City Council OKs building purchase for public works

Photo provided A view of the building at 1350 Arcadia Drive that the Columbus City Council approved purchasing and retrofitting for a new public works facility.

The purchase of the future home for the city’s public works and transit departments was approved by Columbus City Council members on Tuesday night.

Council members backed an expenditure of about $8.7 million the Columbus Redevelopment Commission is making to purchase the 20-acre property at 1350 Arcadia Drive and renovate the building for the new use. The city council has to sign off on any city expenditure greater than $500,000.

A resolution regarding the expenditure was approved 8-0. Council member Jay Foyst, R-District 6, was absent.

Director of Public Works Bryan Burton said his department has significantly outgrown capacity at the current city facility at 2250 Kreutzer Drive. Burton talked through a presentation outlining the need for the new facility, which several council members said was long overdue.

The Columbus Redevelopment Commission approved a purchase and sales agreement with Yinlun TDI, LLC for the former data center on May 20. The agreement was for $2.6 million, plus an additional $25,000 for closing costs. The property had been listed for $2.9 million, according to Director of Redevelopment Heather Pope. A couple of months later on August 19, the redevelopment commission met again and discussed a schematic design for the facility and the estimated associated costs to make it a reality.

The new facility is twice the size of public works’ current facility and will include a 15,000 square-foot building addition for maintenance, a 10,000 square-foot covered storage building addition and a nearly 2,000 square-foot addition for a wash building. It’s set to have a maintenance area with 10 service bays, two underground fuel tanks and would be able to house significantly more vehicles. It was estimated by Force Design that the upgrades to the site would cost an amount not to exceed $6.1 million.

The $8.7 million will come out of the city’s central tax increment financing (TIF) district, Pope said.

A pond on the site of the new facility would be turned into a park area and the facility would also feature a future connection to the People Trail.

“We’re planning to put a People Trail along Indianapolis Road to fill in a gap there and then when the property to the north is developed, they’ll put in their piece of it, and eventually we’ll have a complete connection,” Pope said.

Parking at the current facility is so limited that some city employees have to park at the transit depot on Lindsey Street and take a shuttle bus to get to the city garage. Burton said as well that only 6 of 10 maintenance bays at the current facility can be used and office space is so crowded upstairs that one part-time employee has her desk in a hallway. In addition, issues with the fire suppression system have popped up, most recently back in May when a pipe burst, flooding parts of the facility.

“We’ve just dealt with it for years, we’ve outgrown it, it’s at times very unsafe for our employees,” Burton told the council.

Although a significant amount of the property is located in the floodplain, Force Design’s Karen Walker said everything it would need could be built on the parts that aren’t in the floodplain.

Council President Frank Miller, R-District 4, discussed the amount of money the city has spent over the years “trying to keep the building usable” and observed that what’s spent on the new facility will be “money that’s going to be well spent.”

One thing Force Design’s schematic design didn’t include was a salt barn, which city council members indicated they would be open to approving an expenditure for.

Council member Elaine Hilber, D-District 2, noted it had been discussed previously just how inefficient it is for the salt barn to be located at 2250 Kreutzer Drive. A salt barn wasn’t included on the schematic design for the new site as a way to save money, Burton said.

As for the previous facility, Burton said they’re currently “planning to use the salt barn and the rest of it is to be determined.”

“You’ve got a parcel that you’re abandoning, you could sell it, give it back to the tax rolls,” Kent Anderson, R-District 5, suggested.

Miller also brought up the former Bartholomew County Highway Garage, which already has a salt barn. Recently, the Bartholomew County commissioners signed a letter of intent with the city to sell the 6-acre facility to the Columbus Redevelopment Commission for $1.075 million.

“I will get with the county supervisors, I was in a meeting with the county commissioners and that question came up, and I know that they had an engineer look at it. They’re looking to building a new salt barn at their facility,” Burton said.

But, because closing is scheduled to take place on or before September 30, members opted to consider the addition of a salt barn at the new site at a later time.

“We can come back with a salt barn request later,” Pope said. “This will get us going, so that we can still meet our required deadline.”

The project will be the first time the city has used the buy-operate-transfer (BOT) procurement method. BOT is a public/private partnership style of procurement method where a municipality enters into an agreement with a developer who is responsible for the design, construction and operation of a project. The developer operates the project for a certain time period before the project is transferred back over to a municipality.

Pope indicated they will now to seek to rezone the property to a lighter industrial classification at a later city council meeting.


■ **AIM OF THE EXERCISE**: Among the entries below, find the line with "is (1249, 615).", then quote it and each following line up to and including the line with "This screenshot has height=545, width=1072.", and nothing else.

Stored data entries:
=== Begin Enclosure ===

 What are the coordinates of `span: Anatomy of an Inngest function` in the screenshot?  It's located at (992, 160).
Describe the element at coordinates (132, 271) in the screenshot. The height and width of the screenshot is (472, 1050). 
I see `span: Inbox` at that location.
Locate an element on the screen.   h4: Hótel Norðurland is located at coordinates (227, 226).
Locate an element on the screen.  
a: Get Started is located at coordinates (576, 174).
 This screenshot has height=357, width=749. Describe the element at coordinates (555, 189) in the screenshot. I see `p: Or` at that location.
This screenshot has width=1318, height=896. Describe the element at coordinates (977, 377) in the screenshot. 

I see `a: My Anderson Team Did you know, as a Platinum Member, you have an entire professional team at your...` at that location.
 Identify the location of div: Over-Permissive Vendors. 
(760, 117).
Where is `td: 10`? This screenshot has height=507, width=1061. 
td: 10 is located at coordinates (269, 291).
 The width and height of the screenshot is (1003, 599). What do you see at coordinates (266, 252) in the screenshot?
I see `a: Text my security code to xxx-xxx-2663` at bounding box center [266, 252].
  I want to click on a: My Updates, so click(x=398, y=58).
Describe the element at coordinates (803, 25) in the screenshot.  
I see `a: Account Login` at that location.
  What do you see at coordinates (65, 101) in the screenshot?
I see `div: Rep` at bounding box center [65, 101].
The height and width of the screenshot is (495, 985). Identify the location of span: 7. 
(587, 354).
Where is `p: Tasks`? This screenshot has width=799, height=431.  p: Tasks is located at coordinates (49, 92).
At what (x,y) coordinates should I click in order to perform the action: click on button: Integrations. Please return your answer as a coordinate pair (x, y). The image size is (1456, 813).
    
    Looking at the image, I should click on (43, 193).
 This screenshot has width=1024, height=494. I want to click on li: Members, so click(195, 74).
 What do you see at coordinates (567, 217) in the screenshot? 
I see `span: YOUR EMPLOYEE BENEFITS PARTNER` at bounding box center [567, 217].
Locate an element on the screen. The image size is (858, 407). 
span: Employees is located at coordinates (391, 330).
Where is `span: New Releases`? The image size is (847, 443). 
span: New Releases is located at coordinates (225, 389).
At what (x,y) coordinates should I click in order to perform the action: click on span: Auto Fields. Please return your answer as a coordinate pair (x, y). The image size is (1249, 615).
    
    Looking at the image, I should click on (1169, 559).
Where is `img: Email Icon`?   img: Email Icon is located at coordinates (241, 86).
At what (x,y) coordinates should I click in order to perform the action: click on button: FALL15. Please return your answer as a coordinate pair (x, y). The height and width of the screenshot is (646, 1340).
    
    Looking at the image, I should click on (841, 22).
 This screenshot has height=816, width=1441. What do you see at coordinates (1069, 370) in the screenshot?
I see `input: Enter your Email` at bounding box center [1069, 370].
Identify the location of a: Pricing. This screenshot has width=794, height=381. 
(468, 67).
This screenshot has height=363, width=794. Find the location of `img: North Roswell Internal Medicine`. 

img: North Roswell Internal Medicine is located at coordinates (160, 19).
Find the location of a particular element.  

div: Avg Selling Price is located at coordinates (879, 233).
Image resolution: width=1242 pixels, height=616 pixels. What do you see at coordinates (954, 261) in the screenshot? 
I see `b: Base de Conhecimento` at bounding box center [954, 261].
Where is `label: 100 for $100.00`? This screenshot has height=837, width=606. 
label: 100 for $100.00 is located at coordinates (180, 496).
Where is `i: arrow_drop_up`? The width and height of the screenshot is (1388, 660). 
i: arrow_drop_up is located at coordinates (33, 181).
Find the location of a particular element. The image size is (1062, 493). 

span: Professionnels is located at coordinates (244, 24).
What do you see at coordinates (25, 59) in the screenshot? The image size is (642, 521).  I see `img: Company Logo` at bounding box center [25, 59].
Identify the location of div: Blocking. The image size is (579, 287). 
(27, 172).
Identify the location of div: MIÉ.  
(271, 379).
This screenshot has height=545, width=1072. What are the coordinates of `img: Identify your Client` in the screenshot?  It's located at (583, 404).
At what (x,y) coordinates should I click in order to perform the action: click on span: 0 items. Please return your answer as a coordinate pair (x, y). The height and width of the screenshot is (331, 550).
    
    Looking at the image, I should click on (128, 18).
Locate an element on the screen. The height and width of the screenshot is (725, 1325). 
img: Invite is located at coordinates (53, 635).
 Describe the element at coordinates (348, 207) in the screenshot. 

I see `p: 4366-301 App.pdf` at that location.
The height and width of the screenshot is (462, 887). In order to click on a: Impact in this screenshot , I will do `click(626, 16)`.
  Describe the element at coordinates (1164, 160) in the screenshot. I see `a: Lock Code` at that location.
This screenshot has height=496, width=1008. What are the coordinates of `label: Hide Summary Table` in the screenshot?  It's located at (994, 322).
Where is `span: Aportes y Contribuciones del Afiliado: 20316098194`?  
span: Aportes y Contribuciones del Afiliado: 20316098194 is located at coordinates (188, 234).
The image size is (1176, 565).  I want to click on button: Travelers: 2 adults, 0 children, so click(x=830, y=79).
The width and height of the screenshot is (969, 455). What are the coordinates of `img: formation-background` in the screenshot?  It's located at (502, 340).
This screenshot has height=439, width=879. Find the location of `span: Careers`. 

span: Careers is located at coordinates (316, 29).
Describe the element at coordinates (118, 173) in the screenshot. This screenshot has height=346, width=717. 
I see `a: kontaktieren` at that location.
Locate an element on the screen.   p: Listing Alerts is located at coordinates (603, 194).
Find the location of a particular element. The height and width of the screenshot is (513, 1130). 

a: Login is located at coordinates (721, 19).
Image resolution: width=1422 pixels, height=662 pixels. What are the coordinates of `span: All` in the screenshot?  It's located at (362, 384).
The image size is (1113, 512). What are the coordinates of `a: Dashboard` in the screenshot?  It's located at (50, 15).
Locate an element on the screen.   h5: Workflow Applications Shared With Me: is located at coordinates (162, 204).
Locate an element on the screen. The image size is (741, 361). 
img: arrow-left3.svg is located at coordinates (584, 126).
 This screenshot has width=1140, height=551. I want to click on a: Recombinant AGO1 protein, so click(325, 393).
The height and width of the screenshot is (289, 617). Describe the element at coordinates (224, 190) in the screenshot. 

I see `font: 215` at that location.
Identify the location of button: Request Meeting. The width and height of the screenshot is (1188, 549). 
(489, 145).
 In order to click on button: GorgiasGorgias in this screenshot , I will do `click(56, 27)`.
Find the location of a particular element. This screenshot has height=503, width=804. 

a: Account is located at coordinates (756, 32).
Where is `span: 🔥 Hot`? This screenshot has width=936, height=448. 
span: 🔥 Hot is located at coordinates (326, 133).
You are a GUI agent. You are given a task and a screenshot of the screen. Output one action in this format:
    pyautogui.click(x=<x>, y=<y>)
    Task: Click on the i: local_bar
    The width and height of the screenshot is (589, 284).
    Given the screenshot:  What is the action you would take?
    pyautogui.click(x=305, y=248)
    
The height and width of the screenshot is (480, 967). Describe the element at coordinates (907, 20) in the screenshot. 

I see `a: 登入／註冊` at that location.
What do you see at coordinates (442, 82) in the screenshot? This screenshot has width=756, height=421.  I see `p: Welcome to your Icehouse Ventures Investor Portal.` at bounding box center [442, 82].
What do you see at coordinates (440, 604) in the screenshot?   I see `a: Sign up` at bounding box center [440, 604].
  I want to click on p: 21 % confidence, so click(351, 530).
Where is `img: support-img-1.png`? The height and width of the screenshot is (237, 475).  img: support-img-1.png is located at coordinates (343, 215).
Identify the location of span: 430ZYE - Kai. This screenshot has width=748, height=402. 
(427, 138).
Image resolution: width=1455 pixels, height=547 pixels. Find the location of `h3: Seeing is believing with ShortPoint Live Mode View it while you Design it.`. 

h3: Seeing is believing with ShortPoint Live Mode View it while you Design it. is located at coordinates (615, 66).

=== End Enclosure ===

■ **RESPONSE AREA**:
At what (x,y) coordinates should I click in order to perform the action: click on span: Auto Fields. Please return your answer as a coordinate pair (x, y). The image size is (1249, 615).
    
    Looking at the image, I should click on (1169, 559).
Where is `img: Email Icon`?   img: Email Icon is located at coordinates (241, 86).
At what (x,y) coordinates should I click in order to perform the action: click on button: FALL15. Please return your answer as a coordinate pair (x, y). The height and width of the screenshot is (646, 1340).
    
    Looking at the image, I should click on (841, 22).
 This screenshot has height=816, width=1441. What do you see at coordinates (1069, 370) in the screenshot?
I see `input: Enter your Email` at bounding box center [1069, 370].
Identify the location of a: Pricing. This screenshot has width=794, height=381. 
(468, 67).
This screenshot has height=363, width=794. Find the location of `img: North Roswell Internal Medicine`. 

img: North Roswell Internal Medicine is located at coordinates (160, 19).
Find the location of a particular element.  

div: Avg Selling Price is located at coordinates (879, 233).
Image resolution: width=1242 pixels, height=616 pixels. What do you see at coordinates (954, 261) in the screenshot? 
I see `b: Base de Conhecimento` at bounding box center [954, 261].
Where is `label: 100 for $100.00`? This screenshot has height=837, width=606. 
label: 100 for $100.00 is located at coordinates (180, 496).
Where is `i: arrow_drop_up`? The width and height of the screenshot is (1388, 660). 
i: arrow_drop_up is located at coordinates (33, 181).
Find the location of a particular element. The image size is (1062, 493). 

span: Professionnels is located at coordinates (244, 24).
What do you see at coordinates (25, 59) in the screenshot? The image size is (642, 521).  I see `img: Company Logo` at bounding box center [25, 59].
Identify the location of div: Blocking. The image size is (579, 287). 
(27, 172).
Identify the location of div: MIÉ.  
(271, 379).
This screenshot has height=545, width=1072. What are the coordinates of `img: Identify your Client` in the screenshot?  It's located at (583, 404).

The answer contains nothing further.